Default rates for different types of schools:

15-Year Lifetime Default Rates for FY1995
College Type
15-Year Default Rate
Percent of Defaulted Loans
Percent of Loans in Repayment
Foreign 2-Year
20.7%
0.0%
0.0%
Foreign 4-Year
15.1%
0.1%
0.1%
Non-Profit 2-Year
29.3%
1.2%
0.8%
Non-Profit 4-Year
13.6%
21.4%
30.6%
For-Profit 2-Year
40.0%
16.8%
8.1%
For-Profit 4-Year
30.4%
9.0%
5.7%
Public 2-Year
31.3%
12.6%
7.8%
Public 4-Year
15.1%
32.4%
41.8%
Unknown 4-Year
5.0%
0.0%
0.0%
Consolidation Loans
25.8%
6.5%
4.9%
Overall
19.5%
100.0%
100.0%

Default rate data is from FinAid.
FY = fiscal year in which loan repayment began

Monday, May 16, 2011

John King named new education commissioner in New York State

New state Education Commissioner John King is described as a close partner to Steiner, charter school supporter and proponent of more rigorous curriculum and assessment.  Sounds promising.
Gotham Schools:  King, the deputy state education commissioner, replaces David Steiner, who announced he was planning to leave at the end of the academic year in April. The announcement was a surprise, but concerns that Steiner might leave the state in the lurch were tampered by the expectation that King, his close partner, would likely succeed Steiner as commissioner....
King previously served as a managing director at Uncommon Schools, a network of charter schools, and founded the high-performing Roxbury Preparatory Charter School in Boston. He is widely respected inside the community of education activists who support charter schools, but he has a calmer style than hard-charging reformers like Joel Klein, the former city schools chancellor.
From a 2010 interview with Capitol Confidential:
What are your top priorities in dealing with prekindergarten-to-12th grade schools?
One of the things we want to improve is our assessment system. One of things we’re doing this spring is making the state math exams less predictable. Historically, this test looked at a narrow band of indicators. This year we are increasing the number of performance indicators that are assessed. Then in the spring of 2011 we’ll actually make the assessments longer, so we get a more comprehensive picture of student performance.
Also this spring, we’re adding an audit function of the exams to compare the assessment of New York students with students in other places to make sure our standards for performance are rigorous enough.

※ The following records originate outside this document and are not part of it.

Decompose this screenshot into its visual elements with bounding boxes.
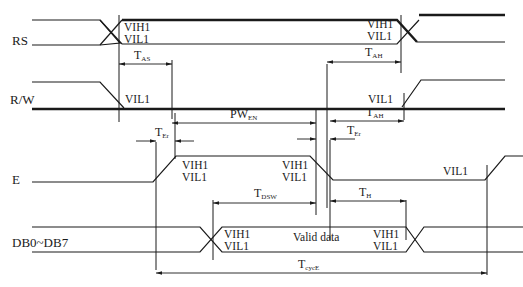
svg-text:TAH: TAH bbox=[366, 105, 383, 120]
db-vih-2: VIH1 bbox=[373, 228, 399, 240]
level-labels: VIH1 VIL1 VIH1 VIL1 VIL1 VIL1 VIH1 VIL1 … bbox=[124, 18, 468, 252]
rs-waveform bbox=[32, 15, 505, 45]
db-vil-2: VIL1 bbox=[373, 240, 398, 252]
db-waveform bbox=[32, 227, 523, 252]
signal-label-rs: RS bbox=[12, 33, 28, 48]
rw-vil-2: VIL1 bbox=[368, 93, 393, 105]
svg-text:TcycE: TcycE bbox=[298, 257, 319, 272]
rs-vil-1: VIL1 bbox=[124, 33, 149, 45]
rw-vil-1: VIL1 bbox=[125, 93, 150, 105]
rs-vih-2: VIH1 bbox=[367, 18, 393, 30]
e-vil-2: VIL1 bbox=[282, 171, 307, 183]
signal-label-e: E bbox=[12, 172, 20, 187]
timing-tah-rw: TAH bbox=[330, 105, 404, 121]
svg-text:TDSW: TDSW bbox=[254, 186, 277, 201]
valid-data-label: Valid data bbox=[293, 231, 339, 243]
timing-diagram: RS R/W E DB0~DB7 bbox=[0, 0, 523, 287]
e-vil-3: VIL1 bbox=[443, 165, 468, 177]
timing-ter-rise: TEr bbox=[136, 125, 194, 141]
svg-text:TAS: TAS bbox=[134, 48, 150, 63]
timing-tas: TAS bbox=[119, 48, 172, 64]
svg-text:TH: TH bbox=[359, 185, 371, 200]
e-vil-1: VIL1 bbox=[182, 171, 207, 183]
timing-tcyce: TcycE bbox=[156, 257, 487, 273]
signal-label-rw: R/W bbox=[10, 92, 35, 107]
rw-waveform bbox=[32, 80, 505, 109]
db-vih-1: VIH1 bbox=[224, 228, 250, 240]
svg-text:TAH: TAH bbox=[365, 45, 382, 60]
e-vih-2: VIH1 bbox=[282, 159, 308, 171]
timing-ter-fall: TEr bbox=[297, 123, 362, 139]
svg-text:TEr: TEr bbox=[347, 123, 362, 138]
signal-label-db: DB0~DB7 bbox=[12, 235, 69, 250]
timing-th: TH bbox=[330, 185, 406, 201]
e-vih-1: VIH1 bbox=[182, 159, 208, 171]
rs-vih-1: VIH1 bbox=[124, 21, 150, 33]
svg-text:TEr: TEr bbox=[155, 125, 170, 140]
timing-tah-rs: TAH bbox=[327, 45, 401, 62]
timing-tdsw: TDSW bbox=[213, 186, 316, 203]
rs-vil-2: VIL1 bbox=[367, 30, 392, 42]
db-vil-1: VIL1 bbox=[224, 240, 249, 252]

What’s involved in starting and maintaining a high-performing school?
Rigorous curriculum. Excellent teachers. A longer school day and a longer school year. A real focus on data, in which teachers are constantly looking at how students are doing. And a real focus on professional development.

'Read less, know more'

What is Newser?
 Face it: there's too much news. At Newser, we choose the most thought-provoking and entertaining stories from hundreds of US and international sources and reduce them to a headline, picture, and two paragraphs. And we do it 24/7—you can come back morning, noon, night (and in between) for something new that matters. Read less, know more. 
I think they're on to something - a headline, picture and two paragraphs.  But should it be read less, know less?

Reminds me of CliffNotes .

Sunday, May 15, 2011

33% of New York suburban residents plan to move out of state within 5 years

A sizeable proportion of New Yorkers, including more than one-third of those under age 30, may soon be sending out change of address notifications, but those new homes will not be in New York State.  According to this NY1/YNN-Marist Poll, 26% of adults in New York State plan to move someplace else in the next five years while 67% say they will stay.  Just 6% are unsure.  Similar proportions of registered voters statewide share this view....
Regionally, about one-third — 33% — of those in the suburbs of New York City, 26% of those upstate, and 24% of New York City residents report they will make their exit....
Of residents who expect to leave New York, more than six in ten — 62% — cite economic reasons like jobs, the cost of living, or taxes.  38%, however, report non-economic reasons such as the proximity to family, overcrowding, quality of life, schools, or retirement as the catalyst.
When I read these statistics I become worried about the prospect of selling my house in the suburbs.  Who will buy my house when I'm ready to sell?

It doesn't surprise me that 74% of suburban registered voters support Governor Cuomo's proposed  2% property tax cap.